Edinburgh Fringe: Luisa Omielan - Politics for Bitches, Gilded Balloon, comedy review: 'The audience are on their feet by the end'
Despite the title of her new show, Luisa Omielan says she doesn't do politics - apparently it took her long enough to figure out the lack of difference between a Tory and a Conservative. Discussion of politics, in fact, is a penis being shoved unwanted towards her face first thing in the morning, and she has to keep finding ways of batting it aside. But why doesn't she give it a go, just this once? Here, then, is what she's learned.
From such beginnings, we're very much into the territory of Omielan's hit shows What Would Beyoncé Do? and Am I Right Ladies?, proper big night out affairs with relatable observational material and an easy audience rapport. With her dog Bernie at her feet and a flipboard alongside her, Omielan batters through a few facts and figures she says she's picked up especially for the show; her naivete may be fabricated to an extent, but it adds to the sense of unreality fostered by a number of statistics. “I know, mate!” she comes back in response to one stunned gasp, as she ploughs through material about the private-to-state schooling ratios of our leaders or - an important one for the show - the precise amounts each government department spends (welfare and the NHS are not the greatest).
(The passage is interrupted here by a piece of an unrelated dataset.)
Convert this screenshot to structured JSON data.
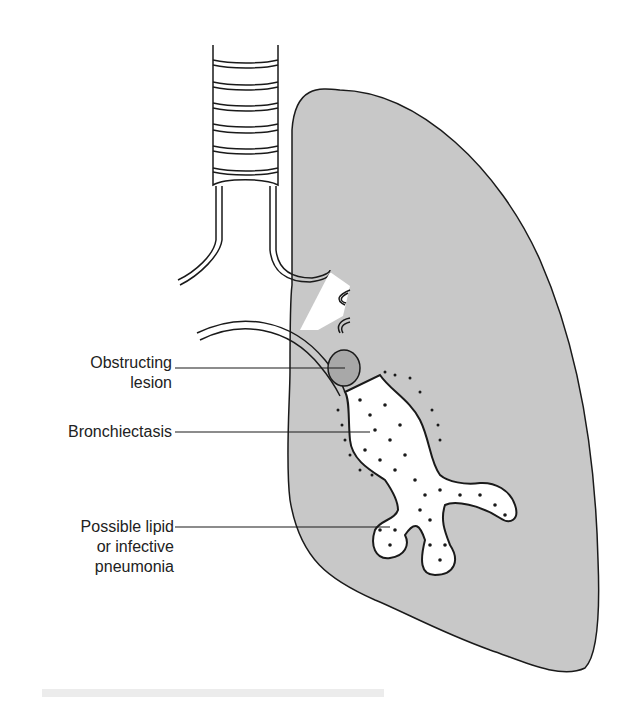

All of this is build-up, though, to Omielan's main point, and this is where the comedy recedes and the passion really kicks in. Her mother became sick and died in the last year, and Omielan feels deeply let down by the NHS and by extension the state, over both her diagnosis and treatment. It's hard to make any of this funny and she doesn't try, but the audience are on their feet by the end. This is satire gone through the looking glass into the visceral, personal pain of bad political decisions, and there's no way it can help but move.